Could you give back the listing below exactly, every line included?
※ ※ ※
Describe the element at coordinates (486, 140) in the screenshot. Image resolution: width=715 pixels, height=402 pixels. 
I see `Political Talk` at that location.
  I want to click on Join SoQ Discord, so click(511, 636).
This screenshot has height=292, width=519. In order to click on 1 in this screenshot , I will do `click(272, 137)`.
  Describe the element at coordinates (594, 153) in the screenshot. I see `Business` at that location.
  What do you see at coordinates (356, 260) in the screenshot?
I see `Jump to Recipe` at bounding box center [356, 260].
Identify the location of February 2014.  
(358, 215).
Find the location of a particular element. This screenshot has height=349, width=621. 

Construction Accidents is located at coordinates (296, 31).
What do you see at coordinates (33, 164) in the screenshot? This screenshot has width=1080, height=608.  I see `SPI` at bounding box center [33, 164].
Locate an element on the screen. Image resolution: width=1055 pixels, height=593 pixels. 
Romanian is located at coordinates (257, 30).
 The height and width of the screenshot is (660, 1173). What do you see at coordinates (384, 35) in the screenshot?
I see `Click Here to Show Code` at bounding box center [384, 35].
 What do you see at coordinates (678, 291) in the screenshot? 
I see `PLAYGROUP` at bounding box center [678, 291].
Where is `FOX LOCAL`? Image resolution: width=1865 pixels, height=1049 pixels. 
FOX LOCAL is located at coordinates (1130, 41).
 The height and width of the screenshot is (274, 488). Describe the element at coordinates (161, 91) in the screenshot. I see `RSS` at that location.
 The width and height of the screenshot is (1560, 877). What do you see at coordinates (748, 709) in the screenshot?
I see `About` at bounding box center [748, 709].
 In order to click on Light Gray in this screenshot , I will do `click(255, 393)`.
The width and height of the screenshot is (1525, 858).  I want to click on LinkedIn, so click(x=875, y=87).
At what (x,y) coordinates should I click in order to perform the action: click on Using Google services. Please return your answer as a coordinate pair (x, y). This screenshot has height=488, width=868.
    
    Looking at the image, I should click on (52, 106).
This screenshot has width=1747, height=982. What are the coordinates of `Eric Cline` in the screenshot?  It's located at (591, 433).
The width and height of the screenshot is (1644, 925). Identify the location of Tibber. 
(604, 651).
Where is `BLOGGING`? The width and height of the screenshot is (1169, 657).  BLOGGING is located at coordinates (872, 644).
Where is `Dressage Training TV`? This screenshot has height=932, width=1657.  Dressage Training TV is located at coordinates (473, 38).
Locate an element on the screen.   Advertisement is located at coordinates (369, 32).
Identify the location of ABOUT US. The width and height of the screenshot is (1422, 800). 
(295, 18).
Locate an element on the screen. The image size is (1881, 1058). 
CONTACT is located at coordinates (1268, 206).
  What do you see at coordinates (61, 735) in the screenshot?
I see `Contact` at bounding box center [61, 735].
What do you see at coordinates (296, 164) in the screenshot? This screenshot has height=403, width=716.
※ ※ ※
= TASK ANSWER =
Describe the element at coordinates (486, 140) in the screenshot. Image resolution: width=715 pixels, height=402 pixels. 
I see `Political Talk` at that location.
  I want to click on Join SoQ Discord, so click(511, 636).
This screenshot has height=292, width=519. In order to click on 1 in this screenshot , I will do `click(272, 137)`.
  Describe the element at coordinates (594, 153) in the screenshot. I see `Business` at that location.
  What do you see at coordinates (356, 260) in the screenshot?
I see `Jump to Recipe` at bounding box center [356, 260].
Identify the location of February 2014.  
(358, 215).
Find the location of a particular element. This screenshot has height=349, width=621. 

Construction Accidents is located at coordinates (296, 31).
What do you see at coordinates (33, 164) in the screenshot? This screenshot has width=1080, height=608.  I see `SPI` at bounding box center [33, 164].
Locate an element on the screen. Image resolution: width=1055 pixels, height=593 pixels. 
Romanian is located at coordinates (257, 30).
 The height and width of the screenshot is (660, 1173). What do you see at coordinates (384, 35) in the screenshot?
I see `Click Here to Show Code` at bounding box center [384, 35].
 What do you see at coordinates (678, 291) in the screenshot? 
I see `PLAYGROUP` at bounding box center [678, 291].
Where is `FOX LOCAL`? Image resolution: width=1865 pixels, height=1049 pixels. 
FOX LOCAL is located at coordinates (1130, 41).
 The height and width of the screenshot is (274, 488). Describe the element at coordinates (161, 91) in the screenshot. I see `RSS` at that location.
 The width and height of the screenshot is (1560, 877). What do you see at coordinates (748, 709) in the screenshot?
I see `About` at bounding box center [748, 709].
 In order to click on Light Gray in this screenshot , I will do `click(255, 393)`.
The width and height of the screenshot is (1525, 858).  I want to click on LinkedIn, so click(x=875, y=87).
At what (x,y) coordinates should I click in order to perform the action: click on Using Google services. Please return your answer as a coordinate pair (x, y). This screenshot has height=488, width=868.
    
    Looking at the image, I should click on (52, 106).
This screenshot has width=1747, height=982. What are the coordinates of `Eric Cline` in the screenshot?  It's located at (591, 433).
The width and height of the screenshot is (1644, 925). Identify the location of Tibber. 
(604, 651).
Where is `BLOGGING`? The width and height of the screenshot is (1169, 657).  BLOGGING is located at coordinates (872, 644).
Where is `Dressage Training TV`? This screenshot has height=932, width=1657.  Dressage Training TV is located at coordinates (473, 38).
Locate an element on the screen.   Advertisement is located at coordinates (369, 32).
Identify the location of ABOUT US. The width and height of the screenshot is (1422, 800). 
(295, 18).
Locate an element on the screen. The image size is (1881, 1058). 
CONTACT is located at coordinates (1268, 206).
  What do you see at coordinates (61, 735) in the screenshot?
I see `Contact` at bounding box center [61, 735].
What do you see at coordinates (296, 164) in the screenshot? This screenshot has height=403, width=716.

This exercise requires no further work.